Skiluros

joined 3 months ago
[–] Skiluros 179 points 2 months ago (6 children)

"Fascism, that's not a word that regular people, you know, use, you know?" Fetterman said

A fascinating perspective.

[–] Skiluros 2 points 2 months ago* (last edited 2 months ago)

It basically relies on this false stereotype that since Israel is a Jewish state, and Jewish people are inherently manipulative or deceitful, Israel must not be telling the truth.

This almost supremacist rhetoric. With the implication being that the Israeli government due to its superiority over others is inherently incapable of being manipulative or deceitful and any claims to the contrary are anti-antisemitism.

One could interpret this as a racist take.

[–] Skiluros 3 points 2 months ago (1 children)

I originally stated that I did not find your arguments convincing. I wasn't talking about AI safety as a general concept, but the overall discussion related to the article titled (Anthropic, Apollo astounded to find a chatbot will lie to you if you tell it to lie to you).

I didn't find you initial post (or any you posts in that thread) to be explicit in the recognition in the potential for bad faith actions from the likes of Anthropic, Apollo. On the contrary, you largely deny the concept of "criti-hype". One can, in good faith, interpret this as de facto corporate PR promotion (whether that was the intentional or not).

You didn't mention the hypothetical profit maximization example in the thread and your phrasing implied a current tool/service/framework, not a hypothetical.

I don't see how the YT video or the article summary (I did not read the paper) is honestly relevant to what was being discussed.

I am honestly trying to not take sides (but perhaps I am failing in this?), more like suggesting that how people interpret "groupthink" can take many forms and that "counter-contrarian" arguments in of themselves are not some of magical silver bullet.

[–] Skiluros 20 points 2 months ago

Source FT article (archive)

I find this difficult to believe. I am assuming he was either lying or this was an off the cuff statement that wasn't serious.

[–] Skiluros 5 points 2 months ago (3 children)

That's not what we are discussing though. We are discussing whether aweful.systems was right or wrong in banning you. Below is the title of your post:

Instance banned from awful.systems for debating the groupthink

I will note that I don't think they should be this casual with giving out a bans. A warning to start with would have been fine.

An argument can be made that you went in to awful.systems with your own brand of groupthink; specifically complete rejection of even the possibility that we are dealing with bad faith actors. Whether you like it or not, this is relevant to any discussion on "AI safety" more broadly and that thread specifically (as the focus of the linked article was on Apollo Research and Anthropic and AI Doomerism as a grifting strategy).

You then go on to cite a YT video by "Robert Miles AI Safety", this is a red flag. You also claim that you can't (or don't want to) provide a brief explanation of your argument and you defer to the YT video. This is another red flag. It is reasonable for one to provide a 2-3 sentence overview if you actually have some knowledge of the issue. This is not some sort of bad faith request.

Further on you start talking about "Dunning-Kruger effect" and "deeper understanding [that YT fellow has]". If you know the YT fellow has a deeper understanding of the issue, why can't you explain in layman terms why this is the case?

I did watch the video and it has nothing to do with grifting approaches used by AI companies. The video is focused on explaining a relatively technical concept for non-specialists (not AI safety more broadly in context of real world use).

Further on you talk about non-LLM ML/AI safety issues without any sort of explanation what you are referring to. Can you please let us know what you are referring to (I am genuinely curious)?

You cite a paper; can you provide a brief summary of what the findings are and why they are relevant to a skeptical interpretation of "AI safety" messaging from organization like Apollo Research and Anthropic?

[–] Skiluros 16 points 2 months ago (1 children)

The house was shaking due to the ballistic missile takedowns and it wasn't even particularly close.

[–] Skiluros 1 points 2 months ago
[–] Skiluros 1 points 2 months ago (2 children)

To be fair I was replying to a thread that said LW/ML are equal and something about fascism in LW.

I just don't think they are as problematic as you imply. Are there issues? Sure (I be have my own complaints), but generally those communities seem somewhat usable.

[–] Skiluros 2 points 2 months ago

It's been a while since I've been/lived in the US (I do have close friends who lived there though), but I disagree. It seemed like a general social issue that crosses all demographic segments.

[–] Skiluros 4 points 2 months ago

You're either trolling or you are ignorant.

[–] Skiluros 0 points 2 months ago (4 children)

I don't really see it. A lot of the posts in that community don't even explicitly state what community is being discussed.

Some of the stuff is legitimate, some of the stuff feels more like bitching.

I don't really understand how you can claim LW is the worst considering that on ML you get instance banned for opposing the russian invasion of Ukraine or having a critical attitude towards China.

[–] Skiluros 5 points 2 months ago

Major tech communities honestly need to move off ML.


Task instructions: Pictures stay out; everything else in the entries below is to be duplicated exactly.

Listed records:
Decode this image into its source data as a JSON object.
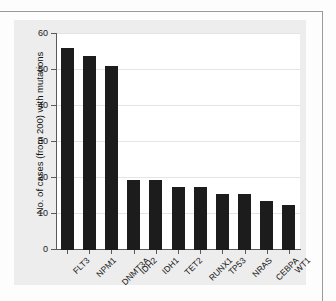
{
  "figure": {
    "background_color": "#ededed",
    "plot_background_color": "#ffffff",
    "bar_color": "#1c1c1c",
    "axis_color": "#5a5a5a",
    "gridline_color": "#e4e4e4"
  },
  "chart_data": {
    "type": "bar",
    "title": "",
    "subtitle": "",
    "xlabel": "",
    "ylabel": "No. of cases (from 200) with mutations",
    "categories": [
      "FLT3",
      "NPM1",
      "DNMT3A",
      "IDH2",
      "IDH1",
      "TET2",
      "RUNX1",
      "TP53",
      "NRAS",
      "CEBPA",
      "WT1"
    ],
    "values": [
      56,
      54,
      51,
      19.5,
      19.5,
      17.5,
      17.5,
      15.5,
      15.5,
      13.5,
      12.5
    ],
    "ylim": [
      0,
      60
    ],
    "yticks": [
      0,
      10,
      20,
      30,
      40,
      50,
      60
    ],
    "ytick_labels": [
      "0",
      "10",
      "20",
      "30",
      "40",
      "50",
      "60"
    ],
    "grid": "horizontal",
    "legend": "none",
    "xtick_label_rotation": -45,
    "annotations": []
  }
}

Exercise response:
Decode this image into its source data as a JSON object.
{
  "figure": {
    "background_color": "#ededed",
    "plot_background_color": "#ffffff",
    "bar_color": "#1c1c1c",
    "axis_color": "#5a5a5a",
    "gridline_color": "#e4e4e4"
  },
  "chart_data": {
    "type": "bar",
    "title": "",
    "subtitle": "",
    "xlabel": "",
    "ylabel": "No. of cases (from 200) with mutations",
    "categories": [
      "FLT3",
      "NPM1",
      "DNMT3A",
      "IDH2",
      "IDH1",
      "TET2",
      "RUNX1",
      "TP53",
      "NRAS",
      "CEBPA",
      "WT1"
    ],
    "values": [
      56,
      54,
      51,
      19.5,
      19.5,
      17.5,
      17.5,
      15.5,
      15.5,
      13.5,
      12.5
    ],
    "ylim": [
      0,
      60
    ],
    "yticks": [
      0,
      10,
      20,
      30,
      40,
      50,
      60
    ],
    "ytick_labels": [
      "0",
      "10",
      "20",
      "30",
      "40",
      "50",
      "60"
    ],
    "grid": "horizontal",
    "legend": "none",
    "xtick_label_rotation": -45,
    "annotations": []
  }
}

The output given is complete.